I am looking out of my window in an anxious and resentful state of mind, oblivious to my surroundings, brooding perhaps on some damage done to my prestige. Then suddenly I observe a hovering kestrel. In a moment everything is altered. The brooding self with its hurt vanity has disappeared. There is nothing now but kestrel. And when I return to thinking of the other matter it seems less important
Art is the final cunning of the human soul which would rather do anything than face the gods.
One doesn't have to get anywhere in a marriage. It's not a public conveyance.
Happiness is a matter of one's most ordinary and everyday mode of consciousness being busy and lively and unconcerned with self.

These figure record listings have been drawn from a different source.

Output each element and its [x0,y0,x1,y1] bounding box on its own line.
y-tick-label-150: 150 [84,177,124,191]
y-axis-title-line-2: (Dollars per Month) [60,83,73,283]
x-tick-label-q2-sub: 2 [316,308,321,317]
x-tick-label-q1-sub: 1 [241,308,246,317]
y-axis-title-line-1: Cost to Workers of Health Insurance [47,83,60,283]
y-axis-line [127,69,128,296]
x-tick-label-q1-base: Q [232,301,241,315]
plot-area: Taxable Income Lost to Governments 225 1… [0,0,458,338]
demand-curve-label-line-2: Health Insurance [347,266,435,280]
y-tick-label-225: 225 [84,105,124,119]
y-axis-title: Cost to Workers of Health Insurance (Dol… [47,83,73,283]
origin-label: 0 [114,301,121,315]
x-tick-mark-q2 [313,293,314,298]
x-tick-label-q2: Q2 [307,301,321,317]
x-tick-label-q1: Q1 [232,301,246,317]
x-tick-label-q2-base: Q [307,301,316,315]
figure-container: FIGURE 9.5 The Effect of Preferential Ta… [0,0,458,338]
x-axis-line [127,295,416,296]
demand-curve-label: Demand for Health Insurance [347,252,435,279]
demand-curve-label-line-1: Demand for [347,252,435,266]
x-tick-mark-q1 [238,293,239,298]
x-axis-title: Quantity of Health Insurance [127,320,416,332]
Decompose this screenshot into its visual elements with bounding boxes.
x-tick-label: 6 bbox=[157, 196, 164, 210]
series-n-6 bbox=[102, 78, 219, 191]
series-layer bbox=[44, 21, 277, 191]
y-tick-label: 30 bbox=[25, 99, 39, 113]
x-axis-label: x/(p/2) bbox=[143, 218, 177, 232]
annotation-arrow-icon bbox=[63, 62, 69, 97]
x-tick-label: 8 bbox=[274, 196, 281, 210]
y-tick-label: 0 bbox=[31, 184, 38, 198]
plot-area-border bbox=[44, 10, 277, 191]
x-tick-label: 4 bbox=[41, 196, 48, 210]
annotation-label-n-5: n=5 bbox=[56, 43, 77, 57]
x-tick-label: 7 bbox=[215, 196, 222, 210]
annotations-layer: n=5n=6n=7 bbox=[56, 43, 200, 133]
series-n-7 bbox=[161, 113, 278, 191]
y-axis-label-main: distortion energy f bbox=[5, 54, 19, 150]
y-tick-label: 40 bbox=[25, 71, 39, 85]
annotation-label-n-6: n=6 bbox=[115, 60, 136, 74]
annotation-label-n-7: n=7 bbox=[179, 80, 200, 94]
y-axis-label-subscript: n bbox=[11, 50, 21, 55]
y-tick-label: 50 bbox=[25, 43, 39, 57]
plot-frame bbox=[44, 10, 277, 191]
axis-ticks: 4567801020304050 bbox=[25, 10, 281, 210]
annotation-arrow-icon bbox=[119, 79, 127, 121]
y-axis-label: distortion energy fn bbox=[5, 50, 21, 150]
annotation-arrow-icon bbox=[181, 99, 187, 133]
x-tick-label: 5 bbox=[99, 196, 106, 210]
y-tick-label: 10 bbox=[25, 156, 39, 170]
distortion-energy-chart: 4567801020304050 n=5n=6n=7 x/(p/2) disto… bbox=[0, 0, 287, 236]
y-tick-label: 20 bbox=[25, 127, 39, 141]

Every man needs two women: a quiet home-maker, and a thrilling nymph.
All art is a struggle to be, in a particular sort of way, virtuous.
The priesthood is a marriage. People often start by falling in love, and they go on for years without realizing that love must change into some other love which is so unlike it that it can hardly be recognized as love at all.
There is no substitute for the comfort supplied by the utterly taken-for-granted relationship.
In almost every marriage there is a selfish and an unselfish partner. A pattern is set up and soon becomes inflexible, of one person always making the demands and one person always giving way.
We live in a fantasy world, a world of illusion. The great task in life is to find reality.